Turkmenistan, Afghanistan and Pakistan signed an agreement on Friday to build a multi-billion dollar natural gas pipeline connecting their states, dismissing fears that regional security could threaten the project.
The 875-mile line, costed at $2.5 billion, is designed to link the vast gas reserves of Turkmenistan with Pakistan and, eventually, India, and has been a pet project of Turkmen President Saparmurat Niyazov since the mid-1990s.
But the only way to open the South Asian market to Turkmenistan's reserves, the world's third largest, is across Afghanistan, and decades of instability there kept the project on the drawing board.
Asked after the signing ceremony if the security situation in Afghanistan meant that the pipeline was now a realistic option, Afghan President Hamid Karzai replied: "Very much so -- I believe it can be considered among the best in the region. Sure."
Following the signing, a feasibility study will be drawn up, with $1.5 million in funding provided by the Asian Development Bank, and due to be presented in June 2003.
Niyazov on Friday invited Karzai and Pakistan's Prime Minister, Mir Zafarullah Khan Jamali, who also signed the accord, to return to Ashgabat next September to review the feasibility study and decide how to proceed.
If the line goes ahead -- and the issues of funding it and drawing up a consortium to develop it are far from resolved -- it will run from the Davletbad gas field in southern Turkmenistan and Herat in western Afghanistan before swinging across the country to Kandahar in the south.
From there it will run to Multan in Pakistan, with one potential future spur leading to the port of Gwadar, where a gas liquefaction plant could be built, and another to New Delhi.
MORE THAN JUST A PIPELINE
With Turkmenistan profiting from a new market and Pakistan from a new source of supply, Afghanistan stands to gain from transit fees. But Karzai said on Friday he saw far more than that coming out of the line.
"It will also facilitate the construction of highways, it will improve communications, it will eventually lead to the construction of railways in the region...It's a major undertaking for our region."
Most Turkmen gas exports now go to Russia, with much of the volume onsold to Ukraine, although there is also a small line running to Iran. Ashgabat has long wanted to develop new markets.
But instability in Afghanistan since the Soviet invasion of 1979, followed by civil war and the advent of the hard-line Taliban regime, made the project untenable.
The Taliban's fall in late 2001 and the arrival of the Karzai administration swiftly put the plan back on the agenda, and Niyazov, Karzai and Pakistan's President Pervez Musharraf have held several meetings to push the pipeline forward.
Despite widespread cynicism over security in Afghanistan and the plausibility of nuclear rivals India and Pakistan agreeing to allow reliable gas flows across their heavily-armed border, all parties were upbeat on Friday.
"This will increase our economic cooperation in the region and help the security situation," Niyazov told his fellow signatories.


→ **PROBLEM DESCRIPTION**:
Restate word for word every line from the top of the data below down through the line that holds "This screenshot has".

→ **RECORDS SUPPLIED**:
[Start of section]

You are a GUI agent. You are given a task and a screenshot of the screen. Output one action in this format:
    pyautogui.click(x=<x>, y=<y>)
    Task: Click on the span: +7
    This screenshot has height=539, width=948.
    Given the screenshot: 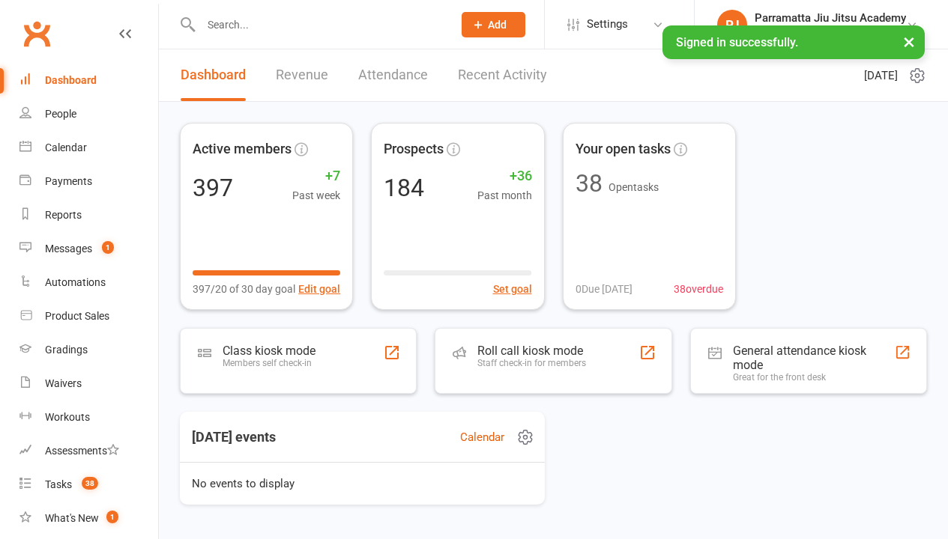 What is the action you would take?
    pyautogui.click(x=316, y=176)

[End of section]

→ **EXERCISE RESPONSE**:
You are a GUI agent. You are given a task and a screenshot of the screen. Output one action in this format:
    pyautogui.click(x=<x>, y=<y>)
    Task: Click on the span: +7
    This screenshot has height=539, width=948.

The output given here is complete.